For many years, the Department of Classics and Archaeology has been teaching Latin to Seminarians at the University of Malta.

Horatio Vella, at the behest of Mgr Vincent Borg, in 1989, then Dean of the Faculty of Theology, devised a programme of Latin study based on an hour’s instruction per week for a whole year.

This programme served several purposes: it whetted the appetite of the students for the study of Latin; it offered the students access to the classical sources in the original language and, most of all, it fulfilled Canon Law 249 which states, in translation: “The programme of priestly formation is to provide that students not only are carefully taught their native language but also understand Latin well and have a suitable understanding of those foreign languages which seem necessary or useful for their formation or for the exercise of pastoral ministry.”

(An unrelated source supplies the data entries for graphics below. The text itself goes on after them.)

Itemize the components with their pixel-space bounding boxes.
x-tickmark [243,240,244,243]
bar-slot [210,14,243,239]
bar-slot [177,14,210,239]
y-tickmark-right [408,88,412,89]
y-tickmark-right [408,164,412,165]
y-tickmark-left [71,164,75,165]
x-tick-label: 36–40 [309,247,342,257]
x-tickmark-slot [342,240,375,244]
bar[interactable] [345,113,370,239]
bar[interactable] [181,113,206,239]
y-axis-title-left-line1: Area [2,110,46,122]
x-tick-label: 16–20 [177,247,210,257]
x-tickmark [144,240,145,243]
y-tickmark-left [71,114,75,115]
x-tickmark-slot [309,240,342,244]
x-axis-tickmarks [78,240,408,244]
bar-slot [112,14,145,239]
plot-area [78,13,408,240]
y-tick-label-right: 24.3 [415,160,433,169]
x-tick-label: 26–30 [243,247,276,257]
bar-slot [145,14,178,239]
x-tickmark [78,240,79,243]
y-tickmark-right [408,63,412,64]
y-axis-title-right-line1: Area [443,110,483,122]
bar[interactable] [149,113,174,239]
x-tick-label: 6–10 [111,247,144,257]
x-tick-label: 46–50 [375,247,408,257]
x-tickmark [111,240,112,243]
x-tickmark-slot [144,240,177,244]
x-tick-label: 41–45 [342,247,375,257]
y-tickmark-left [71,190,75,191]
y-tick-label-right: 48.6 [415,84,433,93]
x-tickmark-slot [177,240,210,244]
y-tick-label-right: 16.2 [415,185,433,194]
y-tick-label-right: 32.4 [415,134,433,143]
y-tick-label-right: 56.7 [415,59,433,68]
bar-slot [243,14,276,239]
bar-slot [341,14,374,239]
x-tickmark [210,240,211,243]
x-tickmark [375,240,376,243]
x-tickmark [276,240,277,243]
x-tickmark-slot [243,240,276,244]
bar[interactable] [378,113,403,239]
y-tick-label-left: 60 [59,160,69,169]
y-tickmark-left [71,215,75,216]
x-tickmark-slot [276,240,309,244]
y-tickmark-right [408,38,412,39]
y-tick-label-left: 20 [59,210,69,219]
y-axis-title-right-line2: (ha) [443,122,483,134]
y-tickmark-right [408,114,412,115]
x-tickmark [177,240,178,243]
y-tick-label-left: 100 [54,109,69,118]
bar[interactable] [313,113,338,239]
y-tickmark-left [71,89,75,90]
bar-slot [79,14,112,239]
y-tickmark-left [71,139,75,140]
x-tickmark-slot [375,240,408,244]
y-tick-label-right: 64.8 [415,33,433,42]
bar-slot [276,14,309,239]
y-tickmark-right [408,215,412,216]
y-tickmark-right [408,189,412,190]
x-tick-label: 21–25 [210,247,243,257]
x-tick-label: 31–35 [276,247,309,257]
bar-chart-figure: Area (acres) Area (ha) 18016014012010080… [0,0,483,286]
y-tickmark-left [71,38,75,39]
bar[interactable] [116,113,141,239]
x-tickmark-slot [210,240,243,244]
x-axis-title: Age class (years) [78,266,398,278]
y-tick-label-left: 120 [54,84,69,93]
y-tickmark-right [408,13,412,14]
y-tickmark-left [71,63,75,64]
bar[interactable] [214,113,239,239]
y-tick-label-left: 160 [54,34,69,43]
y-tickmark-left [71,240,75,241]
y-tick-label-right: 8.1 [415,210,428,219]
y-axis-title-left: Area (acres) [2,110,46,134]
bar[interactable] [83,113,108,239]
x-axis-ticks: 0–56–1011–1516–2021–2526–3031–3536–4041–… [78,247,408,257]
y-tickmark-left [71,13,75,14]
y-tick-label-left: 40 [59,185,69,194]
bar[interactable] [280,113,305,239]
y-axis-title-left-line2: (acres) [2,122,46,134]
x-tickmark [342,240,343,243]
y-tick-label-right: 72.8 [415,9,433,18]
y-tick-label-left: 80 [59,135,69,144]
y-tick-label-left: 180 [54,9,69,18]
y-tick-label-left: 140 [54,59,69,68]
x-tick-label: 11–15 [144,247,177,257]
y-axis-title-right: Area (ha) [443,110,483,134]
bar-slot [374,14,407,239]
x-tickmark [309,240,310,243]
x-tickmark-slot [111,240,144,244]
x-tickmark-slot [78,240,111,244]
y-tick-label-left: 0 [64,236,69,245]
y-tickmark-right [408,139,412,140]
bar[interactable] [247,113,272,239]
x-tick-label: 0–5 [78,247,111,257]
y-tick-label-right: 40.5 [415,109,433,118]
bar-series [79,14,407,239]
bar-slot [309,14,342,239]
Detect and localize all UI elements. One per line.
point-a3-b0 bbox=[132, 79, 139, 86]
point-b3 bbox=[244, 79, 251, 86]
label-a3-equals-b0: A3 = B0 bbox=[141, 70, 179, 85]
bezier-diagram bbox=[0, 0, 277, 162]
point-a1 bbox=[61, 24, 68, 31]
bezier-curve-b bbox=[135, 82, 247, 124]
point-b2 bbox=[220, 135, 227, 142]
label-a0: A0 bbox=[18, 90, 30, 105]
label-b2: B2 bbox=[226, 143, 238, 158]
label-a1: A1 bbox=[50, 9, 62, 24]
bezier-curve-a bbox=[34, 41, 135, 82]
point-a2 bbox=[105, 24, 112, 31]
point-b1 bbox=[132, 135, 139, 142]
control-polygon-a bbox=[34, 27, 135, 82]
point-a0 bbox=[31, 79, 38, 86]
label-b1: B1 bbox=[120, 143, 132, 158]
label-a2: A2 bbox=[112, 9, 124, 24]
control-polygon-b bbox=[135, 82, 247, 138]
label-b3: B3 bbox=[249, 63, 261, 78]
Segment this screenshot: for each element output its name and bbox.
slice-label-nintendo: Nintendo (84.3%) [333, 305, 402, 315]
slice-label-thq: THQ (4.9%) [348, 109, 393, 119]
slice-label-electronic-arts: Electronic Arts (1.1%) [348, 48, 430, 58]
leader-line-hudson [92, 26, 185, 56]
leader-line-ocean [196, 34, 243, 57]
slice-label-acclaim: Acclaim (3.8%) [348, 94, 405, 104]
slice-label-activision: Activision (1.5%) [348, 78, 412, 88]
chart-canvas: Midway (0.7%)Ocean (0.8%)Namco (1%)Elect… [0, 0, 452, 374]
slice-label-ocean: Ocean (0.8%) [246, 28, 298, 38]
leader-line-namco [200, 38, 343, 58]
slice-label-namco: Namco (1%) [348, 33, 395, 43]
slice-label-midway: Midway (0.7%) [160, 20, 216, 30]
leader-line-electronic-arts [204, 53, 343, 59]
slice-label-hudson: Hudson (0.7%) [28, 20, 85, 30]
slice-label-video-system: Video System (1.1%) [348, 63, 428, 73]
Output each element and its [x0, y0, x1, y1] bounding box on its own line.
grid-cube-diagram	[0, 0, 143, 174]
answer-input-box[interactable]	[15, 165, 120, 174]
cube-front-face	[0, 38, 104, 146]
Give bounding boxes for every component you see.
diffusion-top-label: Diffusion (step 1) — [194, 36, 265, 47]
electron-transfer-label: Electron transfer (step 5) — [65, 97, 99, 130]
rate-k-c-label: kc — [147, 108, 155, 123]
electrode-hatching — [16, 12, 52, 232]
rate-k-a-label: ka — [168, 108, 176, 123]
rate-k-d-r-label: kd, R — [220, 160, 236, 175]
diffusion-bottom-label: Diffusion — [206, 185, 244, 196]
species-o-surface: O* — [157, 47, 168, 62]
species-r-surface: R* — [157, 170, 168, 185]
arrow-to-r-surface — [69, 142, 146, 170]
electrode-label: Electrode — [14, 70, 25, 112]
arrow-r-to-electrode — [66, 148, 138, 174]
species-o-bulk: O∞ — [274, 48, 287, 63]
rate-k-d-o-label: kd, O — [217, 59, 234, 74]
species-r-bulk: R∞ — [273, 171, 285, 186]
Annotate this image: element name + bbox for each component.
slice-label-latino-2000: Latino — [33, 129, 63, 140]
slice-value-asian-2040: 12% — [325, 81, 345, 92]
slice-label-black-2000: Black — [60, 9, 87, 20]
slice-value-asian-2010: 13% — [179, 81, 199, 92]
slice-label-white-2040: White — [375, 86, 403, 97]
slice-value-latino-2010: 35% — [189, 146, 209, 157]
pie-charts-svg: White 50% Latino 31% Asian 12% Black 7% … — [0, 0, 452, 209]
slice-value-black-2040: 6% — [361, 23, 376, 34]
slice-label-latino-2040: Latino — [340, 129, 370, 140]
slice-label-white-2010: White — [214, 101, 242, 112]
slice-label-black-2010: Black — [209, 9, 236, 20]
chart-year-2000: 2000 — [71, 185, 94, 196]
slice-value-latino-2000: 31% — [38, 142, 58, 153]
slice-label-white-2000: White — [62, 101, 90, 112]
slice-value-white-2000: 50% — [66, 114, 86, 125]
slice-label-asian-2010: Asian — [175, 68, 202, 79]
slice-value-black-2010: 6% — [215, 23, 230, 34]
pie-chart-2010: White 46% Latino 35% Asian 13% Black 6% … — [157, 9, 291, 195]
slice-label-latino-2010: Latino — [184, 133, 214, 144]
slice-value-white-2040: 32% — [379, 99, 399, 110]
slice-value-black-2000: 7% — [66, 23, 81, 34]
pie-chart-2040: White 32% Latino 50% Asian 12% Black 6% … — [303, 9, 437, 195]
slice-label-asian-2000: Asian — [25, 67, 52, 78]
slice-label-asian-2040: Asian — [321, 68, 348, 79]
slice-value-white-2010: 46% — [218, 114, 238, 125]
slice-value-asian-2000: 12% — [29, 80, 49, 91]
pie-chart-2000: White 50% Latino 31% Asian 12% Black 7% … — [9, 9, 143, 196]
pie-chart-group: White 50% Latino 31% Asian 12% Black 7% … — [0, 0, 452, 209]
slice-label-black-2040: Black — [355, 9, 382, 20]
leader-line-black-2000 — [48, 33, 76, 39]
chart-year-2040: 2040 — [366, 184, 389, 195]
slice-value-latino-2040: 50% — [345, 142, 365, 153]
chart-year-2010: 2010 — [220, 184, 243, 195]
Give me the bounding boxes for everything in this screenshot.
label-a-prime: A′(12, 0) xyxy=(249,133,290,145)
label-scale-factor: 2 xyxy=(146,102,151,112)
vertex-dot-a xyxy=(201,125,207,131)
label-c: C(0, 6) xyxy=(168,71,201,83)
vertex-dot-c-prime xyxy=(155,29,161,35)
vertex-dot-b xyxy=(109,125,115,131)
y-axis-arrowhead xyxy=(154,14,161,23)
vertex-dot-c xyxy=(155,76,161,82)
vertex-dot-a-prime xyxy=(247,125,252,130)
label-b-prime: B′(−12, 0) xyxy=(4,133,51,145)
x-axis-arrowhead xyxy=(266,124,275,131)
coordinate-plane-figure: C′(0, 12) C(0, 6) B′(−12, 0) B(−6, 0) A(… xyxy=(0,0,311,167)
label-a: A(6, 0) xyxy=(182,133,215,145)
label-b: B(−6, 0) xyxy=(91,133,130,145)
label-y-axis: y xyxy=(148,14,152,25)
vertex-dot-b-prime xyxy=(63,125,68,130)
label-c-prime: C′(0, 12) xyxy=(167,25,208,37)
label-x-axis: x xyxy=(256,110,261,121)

This University course provided the seminarians with a very solid foundation should they have wished to continue their academic studies in Rome, where a sound knowledge of Latin is required.

As for the seminarians who preferred a pastoral path, the study of Latin allowed them to be able to understand the Liturgy as well as parish registers better.

In 2013, the course, without any consultation with Vella and in defiance of Canon Law, stopped being offered to the Seminarians at the University of Malta.

The Malta Classics Association is dismayed over such as decision and hopes that the prevailing situation will be rectified in the next academic year.